I’ll approach the arguments in a separate post (weekend w/the family prevented me from posting earlier), but much thanks to Walloon for nailing many of the early cinema inaccuracies (not to mention DoctorJ & Figolfin):

#43: Ben-Hur won 11 Oscars, not 12.
#42: If you’re talking pure grosses, The Fourhorsemen of the Apocalypse eclipses The Big Parade financially. If you’re talking profits (gross - expenses) than TBP doesn’t come close to many cheaper productions.
#39: Orson Welles never won a Best Actor Oscar and neither Charlie Chaplin nor Stallone won Actor or Screenplay Oscars.
#30: Elvis Presley, an established rock/pop artist, had over 20 films featuring a soundtrack of his music under his belt before The Graduate came out. And don’t forget the Beatles’ movies and such films as Rock Around the Clock and Rock, Rock, Rock.
#29: Both Faye Dunaway and Gene Hackman appeared in films before Bonnie and Clyde
#18: Given that the Fred & Ginger’s debut sensation Flying Down to Rio also came out in 1933, I would dispute that King Kong “single-handedly” saved the studio.
#17: The MPAA does not host the Oscars, the AMPAS does. The MPAA did not exist for another 35+ years.
#7: GWTW received 13 Oscar nominations, not 15. Honorary awards are not the same as nominations.
#2: Streetcar received 4 acting nominations
#1: Birht had no color sequences that weren’t a product of tinting & toning.

I’ll be back…

ArchiveGuy

Wow! Thanks for your great diligence!

With all due respect, as I pointed out, I wasn’t doing Italian or Australian films or films that were made somewhere close to Hollywood. Firsts, and so forth, refered to firsts for Hollywood. (That’s why no Black film until 1969, for example.) His Steamboat Willie correction was helpful, and the only other relevant comment was about Birth of a Nation color, which seems to be somewhat controversial.

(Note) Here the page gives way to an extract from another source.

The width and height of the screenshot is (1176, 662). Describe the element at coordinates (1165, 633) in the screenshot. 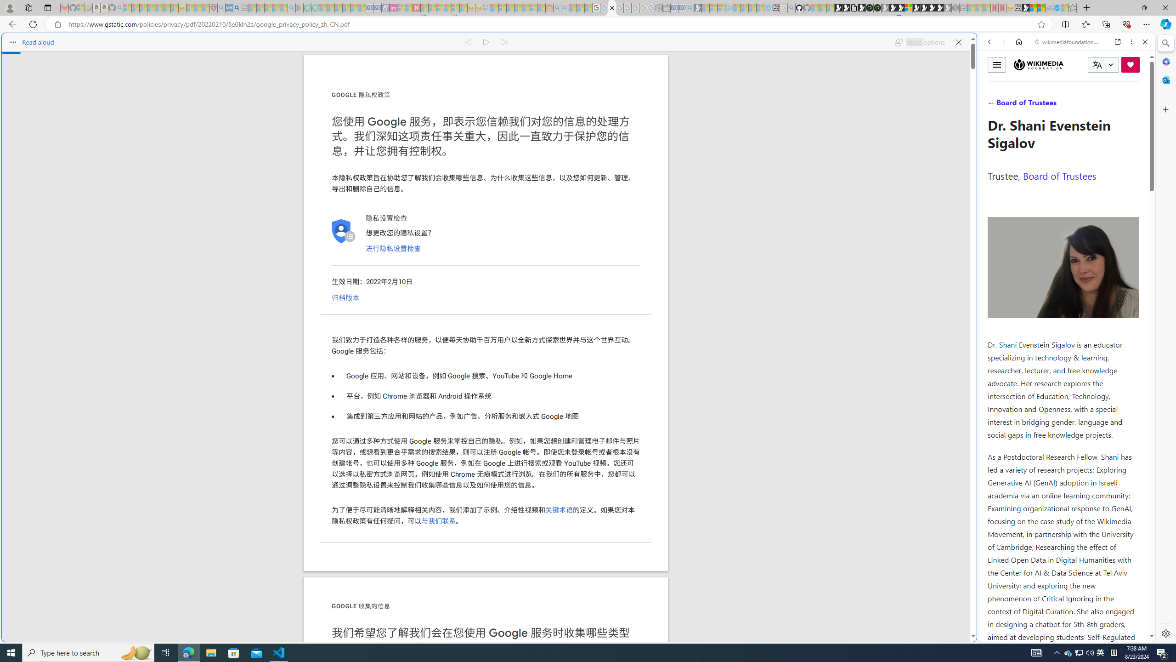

Right. I should have said it was nominated for 12, not that it won 12.

Are you sure your sources are listing the roadshow income? According to Cinema Web, what the The Big Parade grossed represented a third of the earnings of the entire industry in 1925.

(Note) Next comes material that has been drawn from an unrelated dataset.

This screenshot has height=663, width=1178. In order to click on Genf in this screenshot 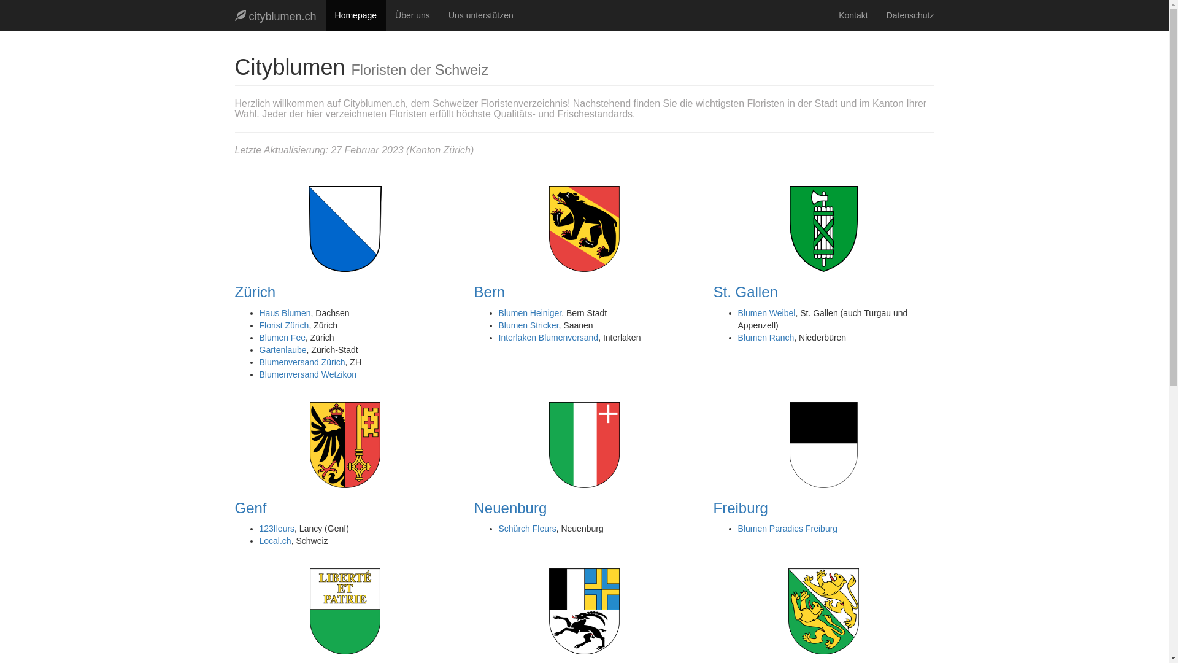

Gah! Once again, I should have said nominated, not won. They were all nominated.

Oh, sure. But I think that by “soundtrack”, they meant an album produced from the film.

The only two that I could find for Faye Dunaway were The Happening and Hurry Sundown, both released the same year as Bonnie and Clyde. You’re right that Hackman had appeared in other films (four total, I think), but he was practically unknown until B&C.

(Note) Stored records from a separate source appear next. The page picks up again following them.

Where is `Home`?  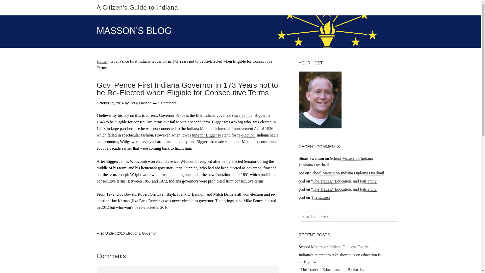 Home is located at coordinates (101, 61). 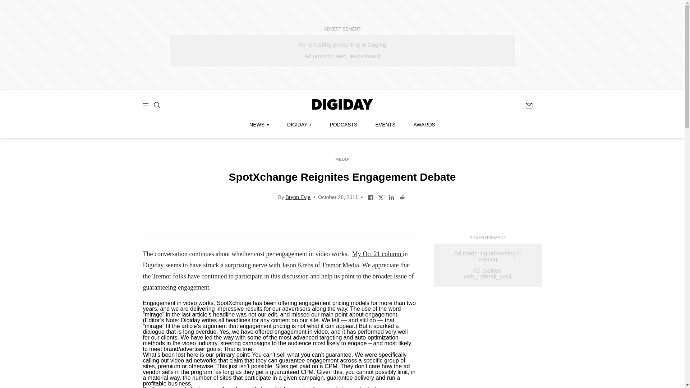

My source on that was TVGuide Online. It said, "On its initial release, at the height of the Great Depression, KING KONG grossed $1,761,000 and by itself saved the studio that produced it [RKO] from bankruptcy. "

Egad! You’re right, of course. I even listed the AMPAS as a source. Thanks for catching that one.

Well, yeah, you’re right. I should have listed those separately, I suppose, rather than as a parenthetical.

Yep. This time I reversed it the other way. I should have said that it won 3 acting awards: Best Actress for Vivien Leigh, Best Supporting Actress for Kim Hunter, and Best Supporting Actor for Karl Malden.

The sources I consulted say that Frank Woods, who had seen the Kinemacolor footage from the 1911 abandoned The Clansman, oversaw the Max Handschiegl hand color engraving process for the 1915 release.

Great, thanks again!

From Lib’s The Sound of Music entry:

You’re right. However, that film is Mary Poppins. :smiley:

Oh, crap. I see now that DoctorJ beat me to it.

At the end of the movie, Rocky loses the big fight. The hero loses at the end of all the great sports movies.

According to IMDB, the budget was only $35,000. With the $140 million gross, that makes profits of 400,000%!!

But Rocky didn’t really lose, and that’s the whole point. Rocky lost the fight, yes, in a manner similar to the way that Wepner lost to Ali, going far beyond anyone’s expectations and losing by a close decision. Remember that it was “the greatest exhibition of guts and stamina in the history of the ring”. His victory was encapsulated by the ending scene of Rocky and Adrian, locked in an embrace and declaring their love for one another.

Still, your point is technically valid. The metaphor of David beating Goliath was ill-chosen. But the one about the good guy winning still stands: in every great sports movie, they hero gets the girl.